Logicot OS is at the pre-seed stage. There is already a working demo core, a selected pilot-ready scope and a guided investor path from deck to demo and founder call.
Logicot OS is raising a $750k USD pre-seed round. The round is sized for roughly 16–17 months to the next fundable milestone and funds the first delivery team, infrastructure, AI tooling and pilot delivery.
Logicot OS is a portal-first operating layer for complex B2B companies: a company portal, executable workflows, business modules, control and governed AI inside one working environment.
Logicot OS does not place AI next to work. AI acts inside selected working scenarios through workflows, tools, approvals and audit boundaries.
Public proof includes 319 schema migrations, 900+ backend tests, 4 guided demo flows and a selected scope that can already be discussed as an early pilot-grade operating environment without overclaiming the whole platform.
The first monetization wedge is Russia and Kazakhstan.

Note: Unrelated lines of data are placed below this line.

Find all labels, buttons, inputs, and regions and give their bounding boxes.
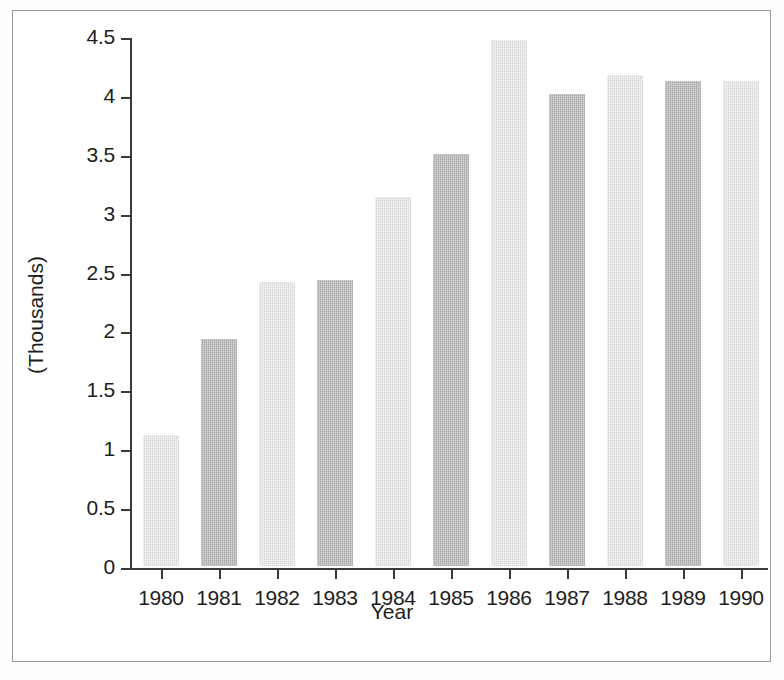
y-axis-tick-label: 0 xyxy=(55,555,115,579)
bar-1989 xyxy=(665,81,701,566)
y-axis-tick-label: 3.5 xyxy=(55,143,115,167)
figure-container: (Thousands) 00.511.522.533.544.5 1980198… xyxy=(0,0,784,680)
y-axis-tick xyxy=(121,97,131,99)
y-axis-line xyxy=(130,38,132,569)
x-axis-tick xyxy=(741,569,743,579)
x-axis-tick xyxy=(683,569,685,579)
x-axis-title: Year xyxy=(0,600,784,624)
y-axis-tick-label: 1.5 xyxy=(55,378,115,402)
y-axis-tick-label: 2.5 xyxy=(55,261,115,285)
y-axis-tick-label: 4 xyxy=(55,84,115,108)
x-axis-tick xyxy=(393,569,395,579)
x-axis-tick xyxy=(277,569,279,579)
y-axis-tick-label: 4.5 xyxy=(55,25,115,49)
bar-1982 xyxy=(259,282,295,566)
y-axis-tick xyxy=(121,215,131,217)
bar-1985 xyxy=(433,154,469,566)
x-axis-tick xyxy=(567,569,569,579)
y-axis-tick xyxy=(121,38,131,40)
plot-area: 00.511.522.533.544.5 1980198119821983198… xyxy=(130,38,768,568)
x-axis-tick xyxy=(509,569,511,579)
bar-1983 xyxy=(317,280,353,566)
y-axis-tick xyxy=(121,156,131,158)
y-axis-tick xyxy=(121,332,131,334)
y-axis-title-text: (Thousands) xyxy=(24,256,48,374)
bar-1980 xyxy=(143,435,179,566)
y-axis-tick xyxy=(121,391,131,393)
x-axis-tick xyxy=(451,569,453,579)
bar-1981 xyxy=(201,339,237,566)
bar-1988 xyxy=(607,75,643,566)
bar-1984 xyxy=(375,197,411,566)
y-axis-tick-label: 1 xyxy=(55,437,115,461)
x-axis-tick xyxy=(219,569,221,579)
bar-1986 xyxy=(491,40,527,566)
y-axis-tick xyxy=(121,509,131,511)
bar-1990 xyxy=(723,81,759,566)
x-axis-tick xyxy=(161,569,163,579)
x-axis-tick xyxy=(335,569,337,579)
y-axis-tick-label: 3 xyxy=(55,202,115,226)
y-axis-tick xyxy=(121,568,131,570)
x-axis-line xyxy=(130,568,768,570)
y-axis-tick xyxy=(121,450,131,452)
y-axis-tick-label: 0.5 xyxy=(55,496,115,520)
y-axis-tick xyxy=(121,274,131,276)
x-axis-tick xyxy=(625,569,627,579)
y-axis-title: (Thousands) xyxy=(18,185,54,445)
y-axis-tick-label: 2 xyxy=(55,319,115,343)
bar-1987 xyxy=(549,94,585,566)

Belarus remains adjacency, while the broader .com path sits on top of the same product category.
The canonical market pack is fixed: McKinsey 2025 says 88% of organizations already use AI in at least one function, 23% already scale agentic AI and another 39% are experimenting; Deloitte reports worker access to AI tools rose by roughly 50% in 2025.
The target path is one chain: deck, then guided demo, then founder call and only then a pilot discussion if there is fit.
We are currently speaking with pre-seed funds, angels, strategic operators and design partners.
The path is simple: after the first read, the conversation moves into a Logicot team call, then a guided demo and, if there is fit, a pilot-scope discussion.